For the majority of the cruise Diana had gone without makeup, but two hours before they were due to arrive in Piraeus she went into her cabin to put on her public face, blow-dry her hair, and iron the dress she had brought along, a chore she seemed content to do herself. Dodi was not in Piraeus to meet her, but one of the al Fayed limousines and several solid-looking bodyguards were. She needed them: her arrival in the harbour had sparked off a mob scene. The picture of the two women strolling through the streets of Hydra had already appeared in the morning editions of the press.
“It’s unbelievable,” Rosa cried.
“I’m being hunted, Rosa,” Diana replied. “When you get back to London I want you to write about it for Dominic.” Rosa promised she would. They flew on the Harrods jet to Nice where she was to meet Dodi, and Rosa would continue to London. When the stewardess brought each of them a tin of caviar, Diana gave hers to Rosa. “You see, I know I’ll be having some for dinner.” She smiled.
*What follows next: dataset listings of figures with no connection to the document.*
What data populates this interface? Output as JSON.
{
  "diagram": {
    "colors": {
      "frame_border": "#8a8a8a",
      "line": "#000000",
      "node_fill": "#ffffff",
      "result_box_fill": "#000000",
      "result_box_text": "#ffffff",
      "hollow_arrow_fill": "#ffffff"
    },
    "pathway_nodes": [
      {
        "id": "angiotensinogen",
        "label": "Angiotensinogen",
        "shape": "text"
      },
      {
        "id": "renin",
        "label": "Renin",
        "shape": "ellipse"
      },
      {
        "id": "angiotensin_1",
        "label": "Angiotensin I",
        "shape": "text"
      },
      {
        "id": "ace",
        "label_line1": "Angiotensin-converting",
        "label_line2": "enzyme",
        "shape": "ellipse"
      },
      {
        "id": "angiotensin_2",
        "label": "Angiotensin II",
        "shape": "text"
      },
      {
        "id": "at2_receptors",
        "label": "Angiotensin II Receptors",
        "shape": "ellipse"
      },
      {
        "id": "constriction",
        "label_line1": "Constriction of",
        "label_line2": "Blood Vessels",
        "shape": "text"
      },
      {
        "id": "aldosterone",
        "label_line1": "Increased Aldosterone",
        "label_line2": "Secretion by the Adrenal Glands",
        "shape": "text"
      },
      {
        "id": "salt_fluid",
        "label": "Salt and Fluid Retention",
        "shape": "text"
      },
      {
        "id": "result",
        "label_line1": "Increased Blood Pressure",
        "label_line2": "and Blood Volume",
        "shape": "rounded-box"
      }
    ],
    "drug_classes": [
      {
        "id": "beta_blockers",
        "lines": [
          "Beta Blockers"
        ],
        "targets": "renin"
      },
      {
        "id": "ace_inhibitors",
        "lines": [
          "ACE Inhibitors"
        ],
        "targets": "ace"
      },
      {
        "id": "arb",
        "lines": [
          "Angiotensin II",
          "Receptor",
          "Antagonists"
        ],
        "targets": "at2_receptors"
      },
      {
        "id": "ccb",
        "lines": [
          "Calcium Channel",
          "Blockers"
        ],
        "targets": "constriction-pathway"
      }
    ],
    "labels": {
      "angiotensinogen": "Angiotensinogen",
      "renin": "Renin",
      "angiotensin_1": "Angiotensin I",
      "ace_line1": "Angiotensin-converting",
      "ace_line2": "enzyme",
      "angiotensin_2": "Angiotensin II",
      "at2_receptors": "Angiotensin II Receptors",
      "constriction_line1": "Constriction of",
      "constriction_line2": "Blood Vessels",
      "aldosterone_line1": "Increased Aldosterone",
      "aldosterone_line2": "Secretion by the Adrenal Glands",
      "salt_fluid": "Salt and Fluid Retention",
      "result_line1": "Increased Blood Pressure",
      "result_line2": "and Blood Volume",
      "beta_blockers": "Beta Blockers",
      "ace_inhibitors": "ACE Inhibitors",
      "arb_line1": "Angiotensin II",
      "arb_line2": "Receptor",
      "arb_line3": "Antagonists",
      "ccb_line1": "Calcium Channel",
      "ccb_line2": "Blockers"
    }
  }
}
She was pleased to be reunited with Dodi. The two were to board the Jonikal the following day, 21 August, for their nine-day cruise. Since they had been apart they had spoken several times a day, their conversations filled with laughter. Once, when he had left a message on her mobile answering-machine, she had played it for Rosa to hear “his wonderful voice.” But when he left his next message, a list of expensive presents he had for her, she was angry. “That’s not what I want, Rosa. It makes me uneasy,” she confided. “I don’t want to be bought. I have everything I want. I just want someone to be there for me, to make me feel safe and secure.” She was confident in her plans to go on with her work, “which will be more important than ever because the world that Dodi inhabits is so far removed from reality.”
She might have added that hers was, too.